Its population figures and market data is often misrepresented too, lumped in with Cudal statistics as the two places share the same 2864 postcode.
Mrs Carroll remembers stories that were told of the Great Depression years before her time, though.
Tales of heavy working horses and skilled buckaroos, sporadic commutes from Orange to Forbes would bring thousands of travellers to the town.
"The biggest picnic sports were held at little old Murga during the Depression era, there'd be 80-odd bullock teams to arrive," Mrs Carroll said.
"They'd do buck jumping, pigeon shooting, roast a whole bullock on the spit ... there'd be some 5000 people there at one time."

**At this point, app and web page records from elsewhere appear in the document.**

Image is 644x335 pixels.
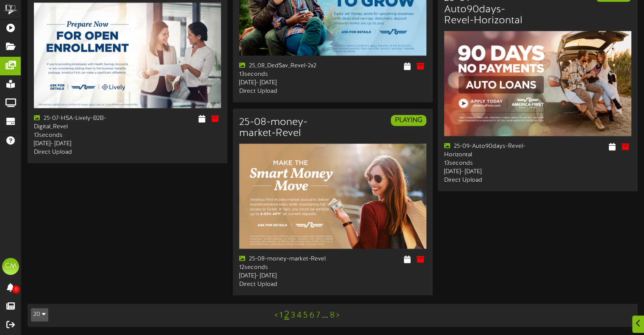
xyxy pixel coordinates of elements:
[274,311,278,320] a: <
[279,311,282,320] a: 1
[444,143,531,159] div: 25-09-Auto90days-Revel-Horizontal
[444,31,631,137] img: 401fda5f-a66e-48bc-9f98-c580712df830.jpg
[297,311,301,320] a: 4
[316,311,320,320] a: 7
[309,311,314,320] a: 6
[444,168,531,176] div: [DATE] - [DATE]
[321,311,328,320] a: ...
[330,311,335,320] a: 8
[303,311,308,320] a: 5
[34,148,121,157] div: Direct Upload
[239,87,327,96] div: Direct Upload
[239,263,327,272] div: 12 seconds
[444,159,531,168] div: 13 seconds
[395,116,422,124] strong: PLAYING
[336,311,340,320] a: >
[2,258,19,275] div: CM
[34,114,121,131] div: 25-07-HSA-Lively-B2B-Digital_Revel
[239,71,327,79] div: 13 seconds
[239,281,327,289] div: Direct Upload
[239,117,327,140] h3: 25-08-money-market-Revel
[239,62,327,71] div: 25_08_DedSav_Revel-2x2
[34,131,121,140] div: 13 seconds
[239,272,327,281] div: [DATE] - [DATE]
[239,144,426,249] img: 3bbc17c6-313a-445d-a2f6-c8fb62dfccc5.png
[34,3,221,108] img: a9eff323-89db-4225-8176-119a2c0465f7.jpg
[31,308,48,322] button: 20
[291,311,295,320] a: 3
[34,140,121,148] div: [DATE] - [DATE]
[444,176,531,185] div: Direct Upload
[239,79,327,87] div: [DATE] - [DATE]
[12,286,20,294] span: 0
[284,310,289,321] a: 2
[239,255,327,263] div: 25-08-money-market-Revel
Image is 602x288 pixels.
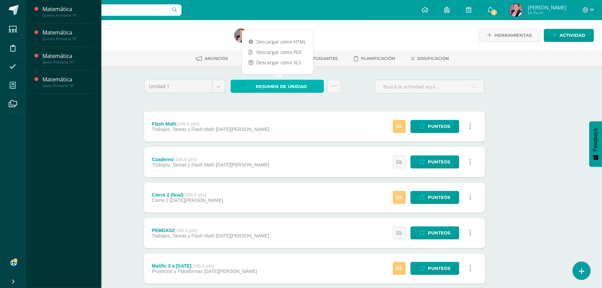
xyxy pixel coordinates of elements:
div: PEMDAS2 [152,227,269,233]
div: Matemática [42,52,93,60]
img: b642a002b92f01e9ab70c74b6c3c30d5.png [235,29,248,42]
span: [DATE][PERSON_NAME] [216,126,269,132]
a: Resumen de unidad [231,80,324,93]
span: Punteos [428,191,451,203]
span: Proyectos y Plataformas [152,268,203,274]
span: Herramientas [495,29,532,41]
strong: (100.0 pts) [177,121,200,126]
span: 9 [491,9,498,16]
a: Planificación [354,53,396,64]
span: Trabajos, Tareas y Flash Math [152,126,215,132]
strong: (100.0 pts) [175,227,198,233]
a: Punteos [411,191,459,204]
span: Estudiantes [308,56,338,61]
a: Punteos [411,226,459,239]
span: Trabajos, Tareas y Flash Math [152,233,215,238]
img: b642a002b92f01e9ab70c74b6c3c30d5.png [510,3,523,17]
input: Busca un usuario... [31,4,182,16]
span: Punteos [428,155,451,168]
div: Quinto Primaria "B" [42,36,93,41]
a: Punteos [411,155,459,168]
span: [DATE][PERSON_NAME] [204,268,257,274]
div: Matific 3 a [DATE] [152,263,257,268]
strong: (100.0 pts) [174,156,197,162]
span: [DATE][PERSON_NAME] [216,162,269,167]
span: [DATE][PERSON_NAME] [216,233,269,238]
span: Cierre 2 [152,197,169,203]
a: Estudiantes [298,53,338,64]
span: Planificación [361,56,396,61]
div: Sexto Primaria 'B' [52,37,227,43]
span: Punteos [428,120,451,132]
div: Cierre 2 (final) [152,192,223,197]
span: Dosificación [418,56,449,61]
div: Matemática [42,29,93,36]
strong: (100.0 pts) [191,263,214,268]
a: Unidad 1 [144,80,225,93]
span: Feedback [593,128,599,151]
div: Flash Math [152,121,269,126]
span: Actividad [560,29,585,41]
a: MatemáticaQuinto Primaria "A" [42,5,93,18]
a: Descargar como HTML [242,36,313,47]
span: Anuncios [205,56,228,61]
a: Punteos [411,261,459,275]
span: [DATE][PERSON_NAME] [170,197,223,203]
a: MatemáticaSexto Primaria "A" [42,52,93,65]
strong: (100.0 pts) [184,192,207,197]
a: MatemáticaQuinto Primaria "B" [42,29,93,41]
a: Descargar como PDF [242,47,313,57]
div: Matemática [42,5,93,13]
h1: Matemática [52,27,227,37]
span: Unidad 1 [149,80,207,93]
a: Anuncios [196,53,228,64]
div: Quinto Primaria "A" [42,13,93,18]
a: Descargar como XLS [242,57,313,68]
button: Feedback - Mostrar encuesta [590,121,602,167]
div: Sexto Primaria "A" [42,60,93,65]
a: MatemáticaSexto Primaria "B" [42,76,93,88]
span: Punteos [428,262,451,274]
div: Cuaderno [152,156,269,162]
div: Matemática [42,76,93,83]
span: Trabajos, Tareas y Flash Math [152,162,215,167]
a: Actividad [544,29,594,42]
span: Resumen de unidad [256,80,307,93]
a: Punteos [411,120,459,133]
input: Busca la actividad aquí... [375,80,485,93]
a: Dosificación [412,53,449,64]
span: [PERSON_NAME] [528,4,566,11]
a: Herramientas [479,29,541,42]
div: Sexto Primaria "B" [42,83,93,88]
span: Punteos [428,226,451,239]
span: Mi Perfil [528,10,566,16]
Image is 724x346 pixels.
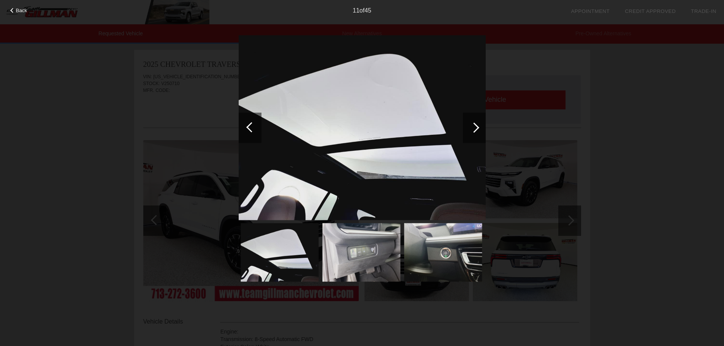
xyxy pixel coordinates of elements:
a: Appointment [571,8,610,14]
img: 927d9bae0531c2ff830d23a7eeb1f934.jpg [241,224,319,282]
span: 45 [365,7,371,14]
a: Trade-In [691,8,717,14]
img: b15ebf114bbe382b3066925b40eae6b1.jpg [322,224,400,282]
span: 11 [353,7,360,14]
a: Credit Approved [625,8,676,14]
img: 927d9bae0531c2ff830d23a7eeb1f934.jpg [239,35,486,220]
img: 2f8c36b6ff03877a30d18d0c8796ee73.jpg [404,224,482,282]
span: Back [16,8,27,13]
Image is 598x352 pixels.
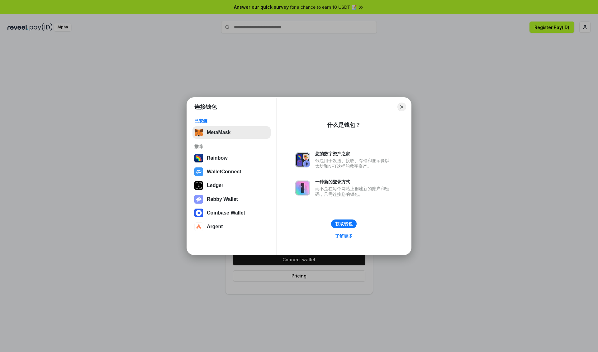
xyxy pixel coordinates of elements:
[207,130,231,135] div: MetaMask
[194,222,203,231] img: svg+xml,%3Csvg%20width%3D%2228%22%20height%3D%2228%22%20viewBox%3D%220%200%2028%2028%22%20fill%3D...
[193,207,271,219] button: Coinbase Wallet
[194,128,203,137] img: svg+xml,%3Csvg%20fill%3D%22none%22%20height%3D%2233%22%20viewBox%3D%220%200%2035%2033%22%20width%...
[194,118,269,124] div: 已安装
[207,224,223,229] div: Argent
[315,151,393,156] div: 您的数字资产之家
[193,179,271,192] button: Ledger
[194,195,203,203] img: svg+xml,%3Csvg%20xmlns%3D%22http%3A%2F%2Fwww.w3.org%2F2000%2Fsvg%22%20fill%3D%22none%22%20viewBox...
[335,233,353,239] div: 了解更多
[194,167,203,176] img: svg+xml,%3Csvg%20width%3D%2228%22%20height%3D%2228%22%20viewBox%3D%220%200%2028%2028%22%20fill%3D...
[194,208,203,217] img: svg+xml,%3Csvg%20width%3D%2228%22%20height%3D%2228%22%20viewBox%3D%220%200%2028%2028%22%20fill%3D...
[193,220,271,233] button: Argent
[295,180,310,195] img: svg+xml,%3Csvg%20xmlns%3D%22http%3A%2F%2Fwww.w3.org%2F2000%2Fsvg%22%20fill%3D%22none%22%20viewBox...
[193,165,271,178] button: WalletConnect
[335,221,353,227] div: 获取钱包
[331,219,357,228] button: 获取钱包
[193,152,271,164] button: Rainbow
[194,103,217,111] h1: 连接钱包
[207,210,245,216] div: Coinbase Wallet
[194,144,269,149] div: 推荐
[207,196,238,202] div: Rabby Wallet
[295,152,310,167] img: svg+xml,%3Csvg%20xmlns%3D%22http%3A%2F%2Fwww.w3.org%2F2000%2Fsvg%22%20fill%3D%22none%22%20viewBox...
[332,232,357,240] a: 了解更多
[194,154,203,162] img: svg+xml,%3Csvg%20width%3D%22120%22%20height%3D%22120%22%20viewBox%3D%220%200%20120%20120%22%20fil...
[315,158,393,169] div: 钱包用于发送、接收、存储和显示像以太坊和NFT这样的数字资产。
[193,126,271,139] button: MetaMask
[398,103,406,111] button: Close
[194,181,203,190] img: svg+xml,%3Csvg%20xmlns%3D%22http%3A%2F%2Fwww.w3.org%2F2000%2Fsvg%22%20width%3D%2228%22%20height%3...
[207,183,223,188] div: Ledger
[207,169,242,175] div: WalletConnect
[315,179,393,184] div: 一种新的登录方式
[327,121,361,129] div: 什么是钱包？
[207,155,228,161] div: Rainbow
[315,186,393,197] div: 而不是在每个网站上创建新的账户和密码，只需连接您的钱包。
[193,193,271,205] button: Rabby Wallet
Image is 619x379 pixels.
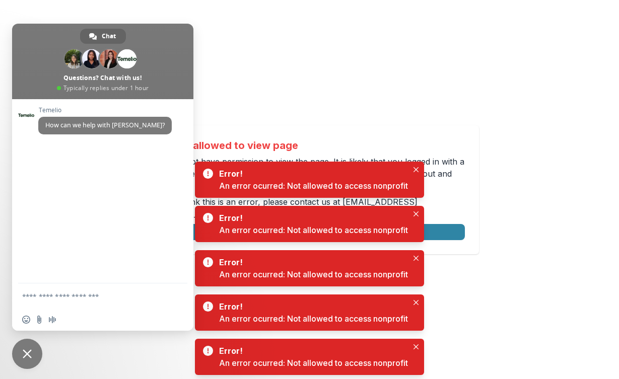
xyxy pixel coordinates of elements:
div: Error! [219,345,404,357]
h2: Not allowed to view page [172,139,298,152]
button: Close [410,252,422,264]
button: Close [410,208,422,220]
span: Temelio [38,107,172,114]
div: An error ocurred: Not allowed to access nonprofit [219,313,408,325]
span: Audio message [48,316,56,324]
div: Error! [219,168,404,180]
p: You do not have permission to view the page. It is likely that you logged in with a different ema... [156,156,465,192]
div: Chat [80,29,126,44]
button: Close [410,164,422,176]
div: An error ocurred: Not allowed to access nonprofit [219,224,408,236]
button: Close [410,341,422,353]
span: Chat [102,29,116,44]
div: Close chat [12,339,42,369]
div: Error! [219,256,404,268]
span: Insert an emoji [22,316,30,324]
div: Error! [219,301,404,313]
textarea: Compose your message... [22,292,161,301]
div: Error! [219,212,404,224]
div: An error ocurred: Not allowed to access nonprofit [219,180,408,192]
span: Send a file [35,316,43,324]
div: An error ocurred: Not allowed to access nonprofit [219,357,408,369]
div: An error ocurred: Not allowed to access nonprofit [219,268,408,280]
span: How can we help with [PERSON_NAME]? [45,121,165,129]
button: Close [410,297,422,309]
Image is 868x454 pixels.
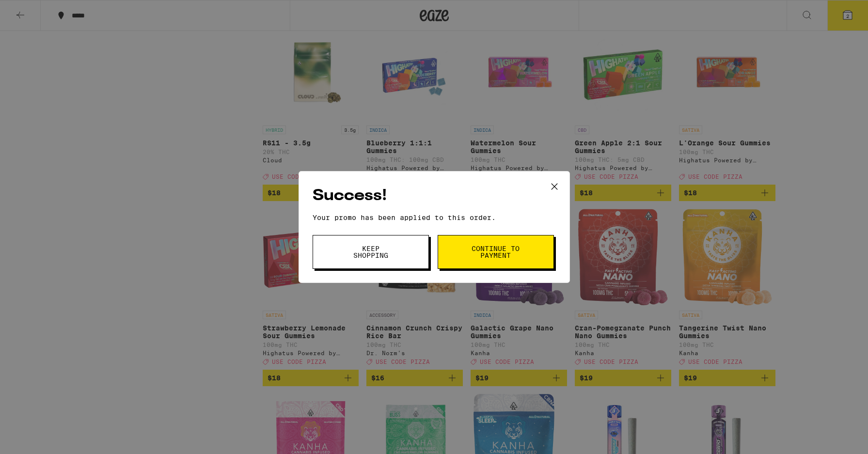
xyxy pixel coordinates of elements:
[471,245,521,259] span: Continue to payment
[346,245,396,259] span: Keep Shopping
[313,185,556,207] h2: Success!
[313,214,556,222] p: Your promo has been applied to this order.
[437,235,554,269] button: Continue to payment
[313,235,429,269] button: Keep Shopping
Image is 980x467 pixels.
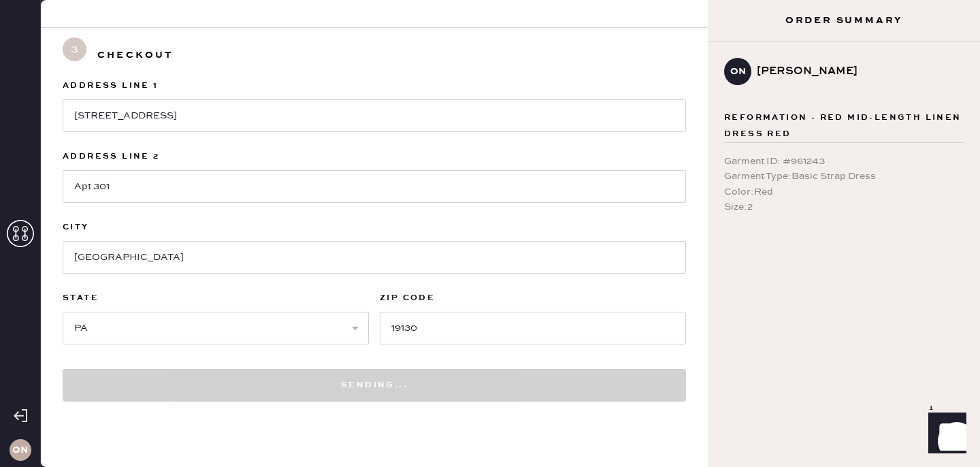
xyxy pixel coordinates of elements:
h3: Checkout [97,44,173,66]
label: ZIP Code [380,290,686,306]
span: 3 [62,37,87,61]
label: Address Line 1 [62,77,686,94]
h3: Order Summary [708,14,980,27]
label: State [62,290,368,306]
input: e.g. Unit, floor etc. [62,170,686,203]
h3: ON [12,445,28,455]
input: e.g 100134 [380,312,686,344]
div: Color : Red [724,184,964,199]
div: Size : 2 [724,199,964,214]
input: e.g New York [62,241,686,274]
input: e.g. Street address, P.O. box etc. [62,100,686,132]
span: Reformation - Red mid-length linen dress Red [724,110,964,142]
button: Sending... [62,369,686,402]
div: [PERSON_NAME] [756,63,953,80]
iframe: Front Chat [915,406,974,464]
label: Address Line 2 [62,148,686,165]
h3: ON [730,67,746,76]
div: Garment Type : Basic Strap Dress [724,169,964,184]
label: City [62,220,686,235]
div: Garment ID : # 961243 [724,154,964,169]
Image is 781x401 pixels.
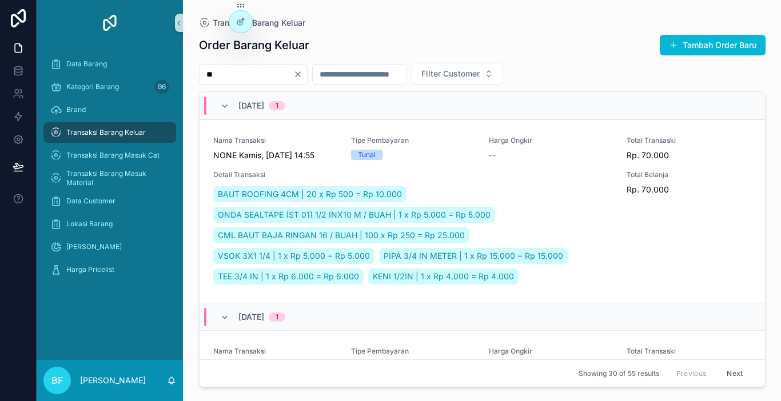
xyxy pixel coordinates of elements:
[218,189,402,200] span: BAUT ROOFING 4CM | 20 x Rp 500 = Rp 10.000
[627,184,751,196] span: Rp. 70.000
[213,186,407,202] a: BAUT ROOFING 4CM | 20 x Rp 500 = Rp 10.000
[351,136,475,145] span: Tipe Pembayaran
[213,347,337,356] span: Nama Transaksi
[719,365,751,383] button: Next
[43,122,176,143] a: Transaksi Barang Keluar
[384,250,563,262] span: PIPA 3/4 IN METER | 1 x Rp 15.000 = Rp 15.000
[43,237,176,257] a: [PERSON_NAME]
[66,265,114,275] span: Harga Pricelist
[373,271,514,283] span: KENI 1/2IN | 1 x Rp 4.000 = Rp 4.000
[66,151,160,160] span: Transaksi Barang Masuk Cat
[238,100,264,112] span: [DATE]
[66,105,86,114] span: Brand
[627,150,751,161] span: Rp. 70.000
[579,369,659,379] span: Showing 30 of 55 results
[421,68,480,79] span: Filter Customer
[218,250,370,262] span: VSOK 3X1 1/4 | 1 x Rp 5.000 = Rp 5.000
[200,120,765,303] a: Nama TransaksiNONE Kamis, [DATE] 14:55Tipe PembayaranTunaiHarga Ongkir--Total TransaskiRp. 70.000...
[276,101,279,110] div: 1
[43,77,176,97] a: Kategori Barang96
[218,209,491,221] span: ONDA SEALTAPE (ST 01) 1/2 INX10 M / BUAH | 1 x Rp 5.000 = Rp 5.000
[218,271,359,283] span: TEE 3/4 IN | 1 x Rp 6.000 = Rp 6.000
[37,46,183,295] div: scrollable content
[213,170,614,180] span: Detail Transaksi
[213,248,375,264] a: VSOK 3X1 1/4 | 1 x Rp 5.000 = Rp 5.000
[213,207,495,223] a: ONDA SEALTAPE (ST 01) 1/2 INX10 M / BUAH | 1 x Rp 5.000 = Rp 5.000
[43,100,176,120] a: Brand
[43,191,176,212] a: Data Customer
[213,269,364,285] a: TEE 3/4 IN | 1 x Rp 6.000 = Rp 6.000
[154,80,169,94] div: 96
[66,169,165,188] span: Transaksi Barang Masuk Material
[213,17,305,29] span: Transaksi Barang Keluar
[43,168,176,189] a: Transaksi Barang Masuk Material
[66,59,107,69] span: Data Barang
[627,170,751,180] span: Total Belanja
[660,35,766,55] button: Tambah Order Baru
[351,347,475,356] span: Tipe Pembayaran
[80,375,146,387] p: [PERSON_NAME]
[627,347,751,356] span: Total Transaski
[293,70,307,79] button: Clear
[66,82,119,92] span: Kategori Barang
[276,313,279,322] div: 1
[66,220,113,229] span: Lokasi Barang
[51,374,63,388] span: BF
[66,242,122,252] span: [PERSON_NAME]
[379,248,568,264] a: PIPA 3/4 IN METER | 1 x Rp 15.000 = Rp 15.000
[627,136,751,145] span: Total Transaski
[368,269,519,285] a: KENI 1/2IN | 1 x Rp 4.000 = Rp 4.000
[199,37,309,53] h1: Order Barang Keluar
[43,145,176,166] a: Transaksi Barang Masuk Cat
[43,260,176,280] a: Harga Pricelist
[238,312,264,323] span: [DATE]
[213,136,337,145] span: Nama Transaksi
[101,14,119,32] img: App logo
[489,136,613,145] span: Harga Ongkir
[66,197,116,206] span: Data Customer
[489,150,496,161] span: --
[412,63,503,85] button: Select Button
[43,54,176,74] a: Data Barang
[199,17,305,29] a: Transaksi Barang Keluar
[213,228,470,244] a: CML BAUT BAJA RINGAN 16 / BUAH | 100 x Rp 250 = Rp 25.000
[66,128,146,137] span: Transaksi Barang Keluar
[218,230,465,241] span: CML BAUT BAJA RINGAN 16 / BUAH | 100 x Rp 250 = Rp 25.000
[489,347,613,356] span: Harga Ongkir
[213,150,337,161] span: NONE Kamis, [DATE] 14:55
[358,150,376,160] div: Tunai
[43,214,176,234] a: Lokasi Barang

Recalling fond memories of "Vince the postmaster" as well, Mrs Carroll describes the late Vincent Mulligan as a man who always had Murga's best interests at heart since his arrival back in 1918.
She says he played a big role in bushfire and flood responses, warning surrounding towns to take action when the Mandagery Creek began to rise.
"We loved Vince, he was the mailman and such a character," she said.
"He was certainly a local identity and he opened [the post office] most days, he didn't worry about the nine-to-five schedule.
"The postal building now, it's abandoned."
Sent to a "strict Sydney boarding school" from the age of nine, the Murga valley girl wound up with three degrees.
Mrs Carroll travelled to remote parts of the world, married a sheep farmer, mothered children and has written and published several books.
She's now an oral historian for the National Library of Australia.
But even with a long list of thrilling life experiences, the affectionate memories of her early childhood are still very alive.
Despite the ghost town it is now, little Margie Hamilton and her Murga nostalgia remains anything but abandoned today.